Following the panel, audience members were invited to wend their way from Convention Center Conference Room DE to the autograph area under the Convention Center’s trademark sails where all the panelists, less Baker who was needed at another gig, did a meet-and-greet.

Throughout the week, news media reported on the size of the crowds at Comic-Con.  To go from one place to another in any direction meant walking in a series of half-steps, so as not to tread on the heels of the person in front of you.   One needed to move one’s shoulders and arms with agility, lest you bump into someone in the stream of people coming from the opposite direction. 


AUTOGRAPH LINE—A portion of the line waiting for autographs from cast of Phineas and Ferb. One fan wears a Wonder Woman costume.

At first uncertain where the autograph area was, we went downstairs, asked directions, and went back upstairs- a loss in time that put us at the back of an hour-long line.   I was surprised how patiently Shor waited.  We chatted with people near us in line, including one man who, during the four-day Comic Con event, had bagged autographs and photos with a variety of stars including Leonard Nimoy of Star Trek fame.  He told us that Nimoy’s autographs cost $60 apiece.  Darn it, that’s more than I’d be willing to spend, notwithstanding the fact that Shor and I together have watched every episode of the original Star Trek series (in which Nimoy played Mr.

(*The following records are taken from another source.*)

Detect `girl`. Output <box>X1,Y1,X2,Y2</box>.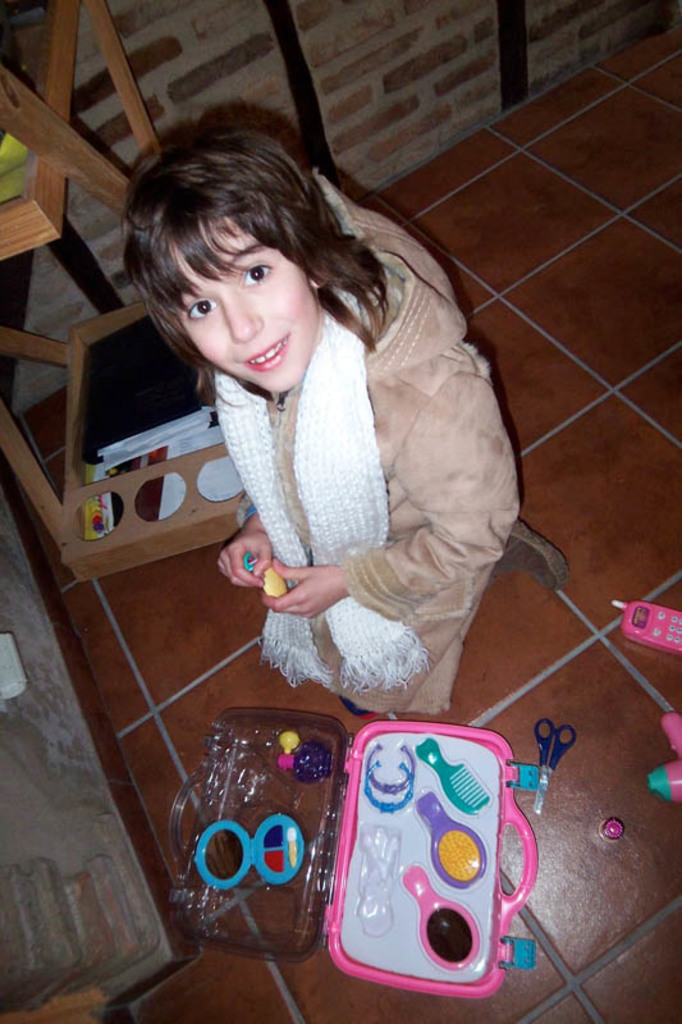
<box>120,131,508,728</box>.
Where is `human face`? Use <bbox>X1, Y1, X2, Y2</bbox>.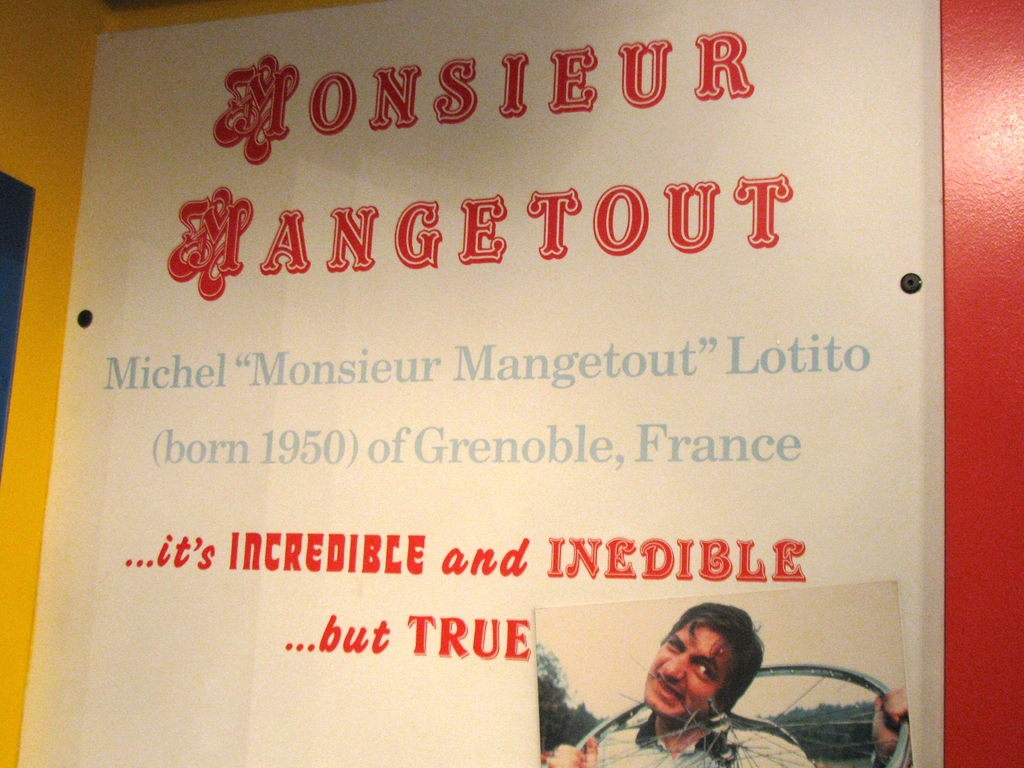
<bbox>641, 618, 737, 722</bbox>.
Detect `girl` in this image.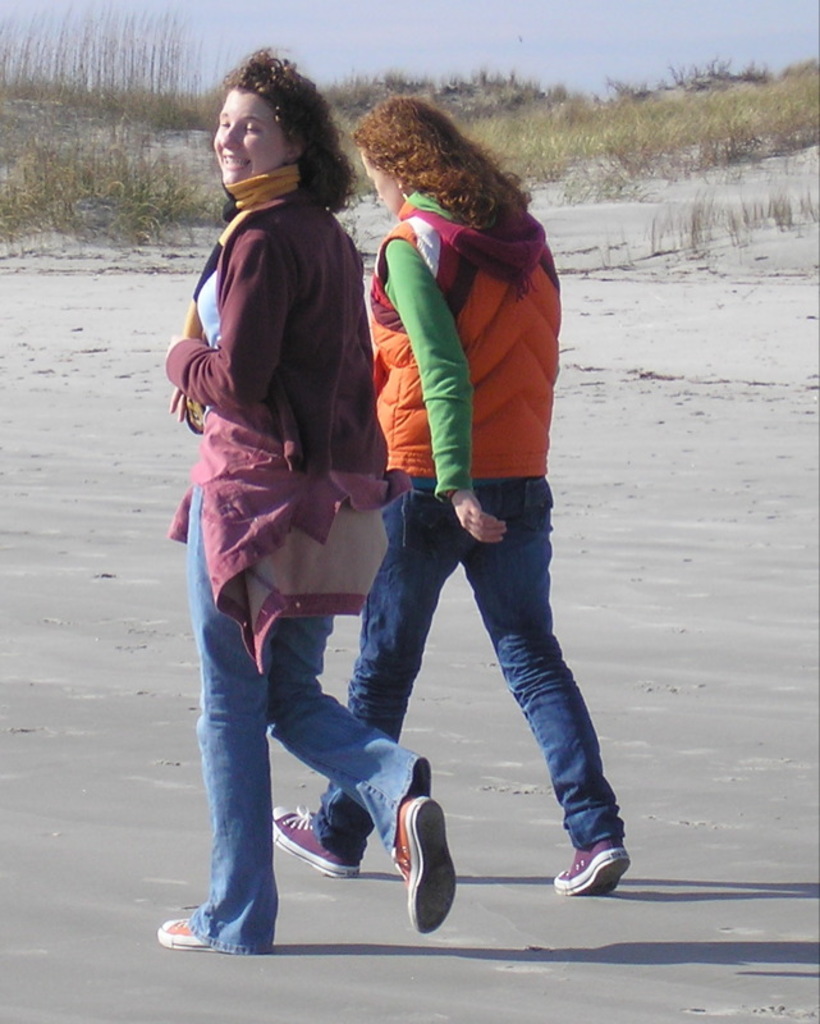
Detection: x1=270, y1=95, x2=631, y2=899.
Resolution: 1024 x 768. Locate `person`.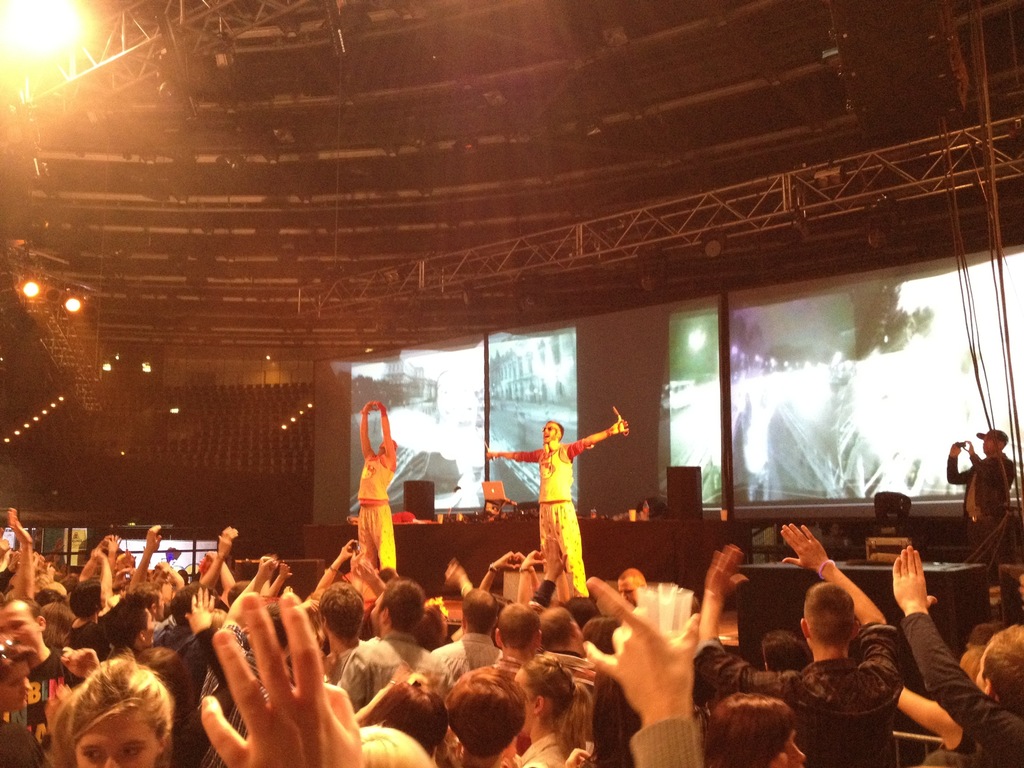
<region>508, 411, 610, 604</region>.
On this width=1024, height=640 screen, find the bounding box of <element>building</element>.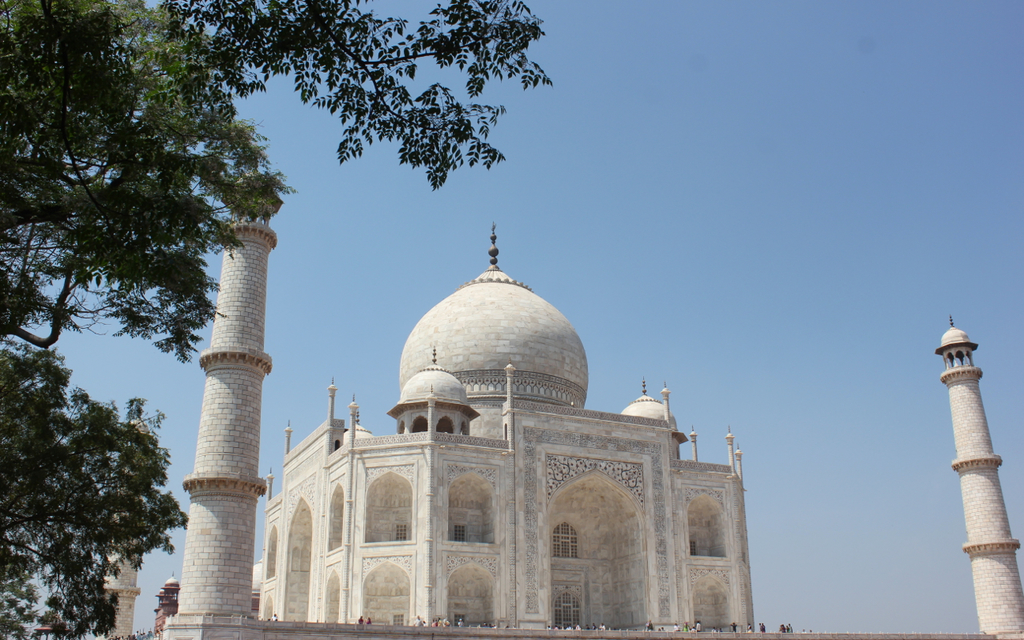
Bounding box: {"left": 94, "top": 156, "right": 1023, "bottom": 639}.
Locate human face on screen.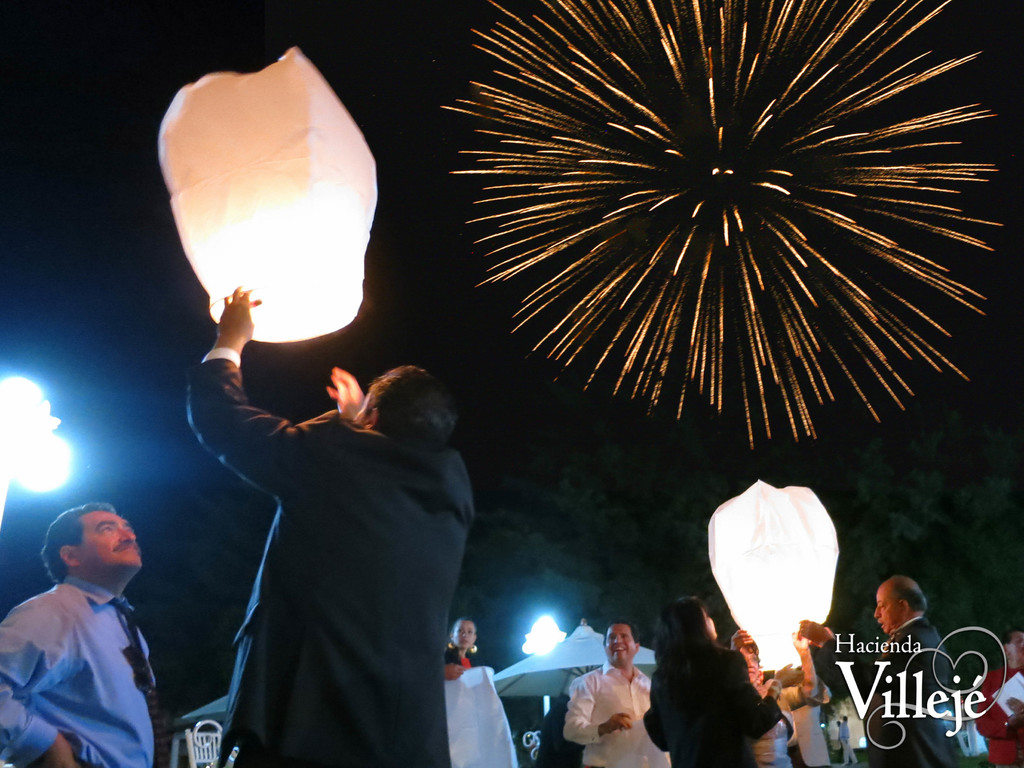
On screen at rect(604, 621, 636, 661).
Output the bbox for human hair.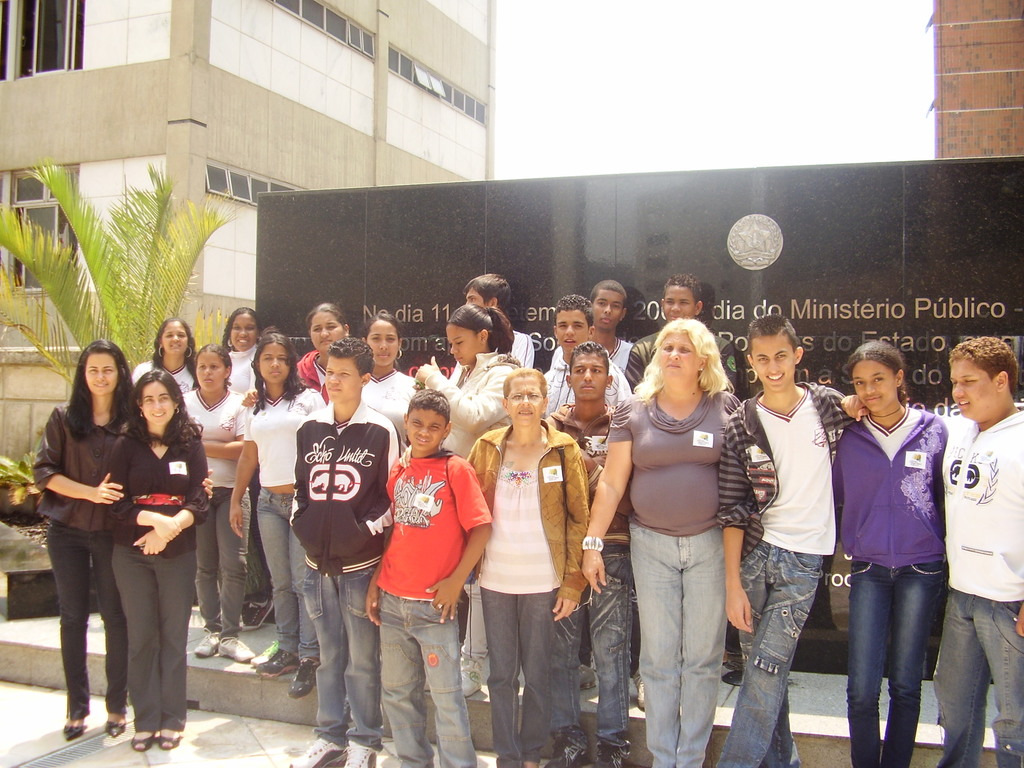
{"left": 846, "top": 342, "right": 907, "bottom": 399}.
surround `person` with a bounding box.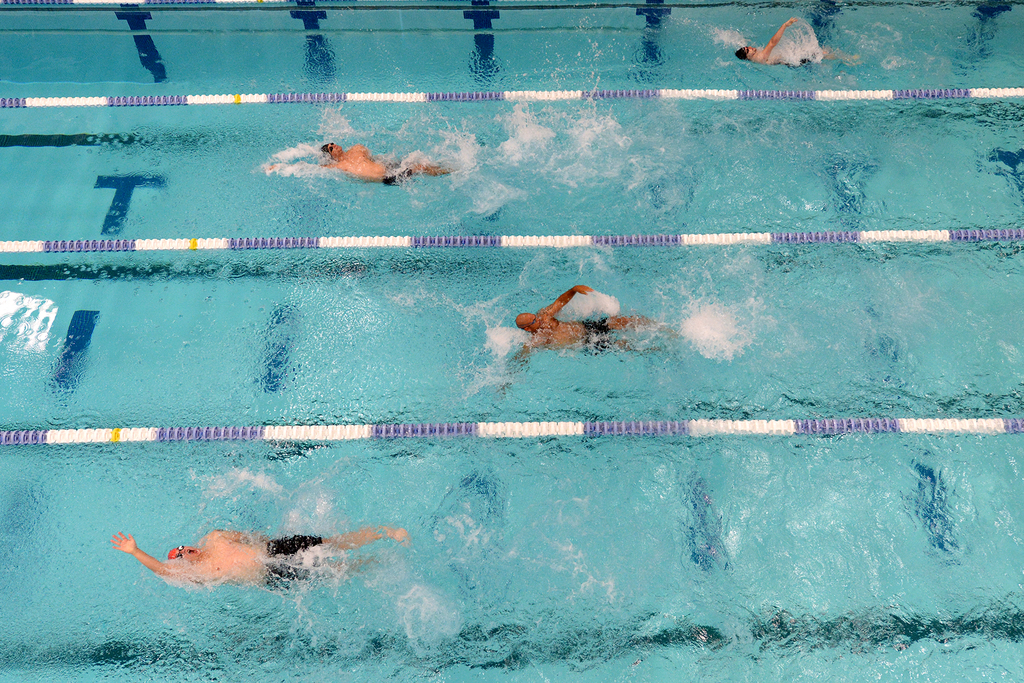
(left=511, top=277, right=671, bottom=361).
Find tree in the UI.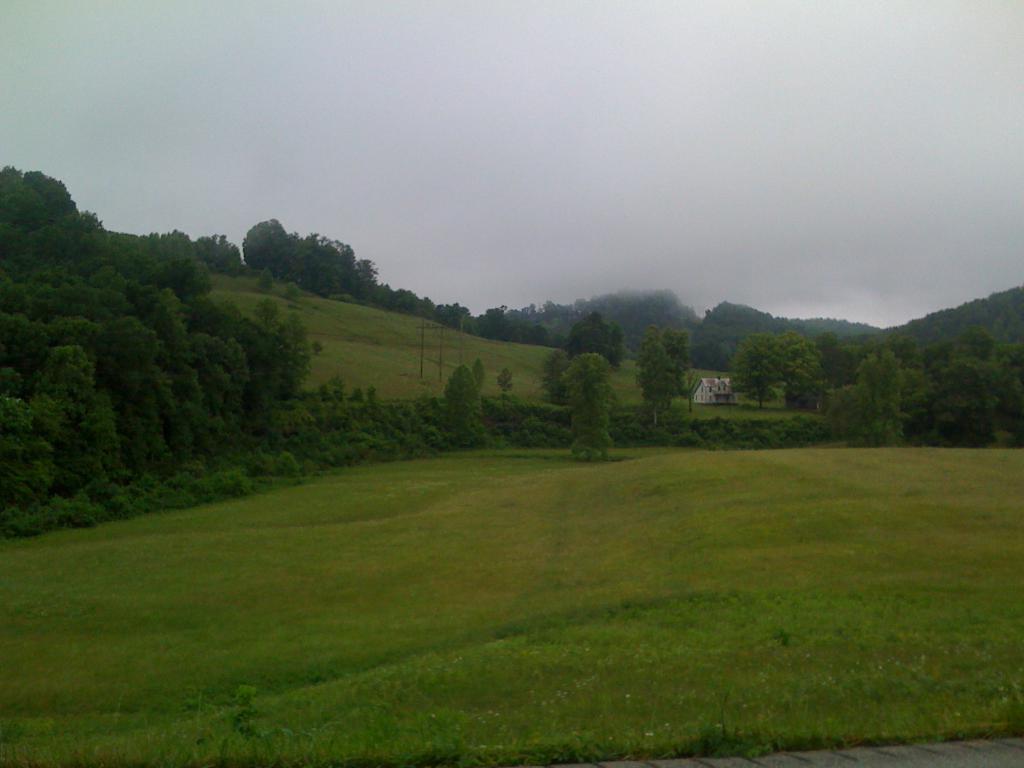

Spock, the Vulcan) and have now nearly completed on disk all the episodes of Star Trek: The Next Generation.

When, at last, we reached the autograph table, the panelists were most gracious, signing a Phineas and Ferb poster that had been distributed to fans as well as Shor’s personal autograph book.  “Hey it’s Hulk, how cool!” commented Olson (Vanessa) as Shor approached her spot.

For the poster, the actors developed a written routine: Provenmire, pretending to be Doofinshmertz, urged Shor to “stay evil.”  However, Marsh as Monogram, wrote “No, Shor, be good.”   To this was added Martella’s question, perhaps in reference to the Hulk costume, “Hey, where’s Shor?” and Olson’s comment, “Your Busted!”—a reference to “Busted,” a popular song on the series that Olson recorded, or perhaps to her desire to "bust" her evil father.

Phineas and Ferb, the Panel, and Phineas and Ferb, the Autograph Table, took a major part of the day, but  Shor, a devoted Bakugan collector, was determined to find that company’s booth among the crowded stalls in the cavernous Exhibit Hall.  Swimming salmon-like against the crowd—and feeling we might be turned into lox before we ever got there—we found the booth, only to learn that it only had display copies of the toy – none for sale.  There was a booth all the way at the other end of the Exhibit Hall where we might buy some of the ingenious balls that unfold into little monsters with various powers.  So shlep we did, to the far end of the Exhibit Hall, but to Shor’s disappointment, he already had in his collection all the Bakugan figures there available.   So he settled instead for some Pokemon figures.

Nearby was the Convention Center’s small restaurant, but nothing on its limited menu appealed to the young Hulk.  We decided to leave the convention, stop at McDonald’s for a hamburger on the way home, and take a swim in the backyard pool.   After Shor demolished a Kid’s Meal, he turned to me in the car, and said something to the effect of  “Grandpa, Going to Comic-Con and to McDonald’s was better than wonderful; it was awesome.”

Boy did I kvell.  Who’d have thought my little Hulk could  be such a great p-r man?

Harrison is editor and publisher of San Diego Jewish World.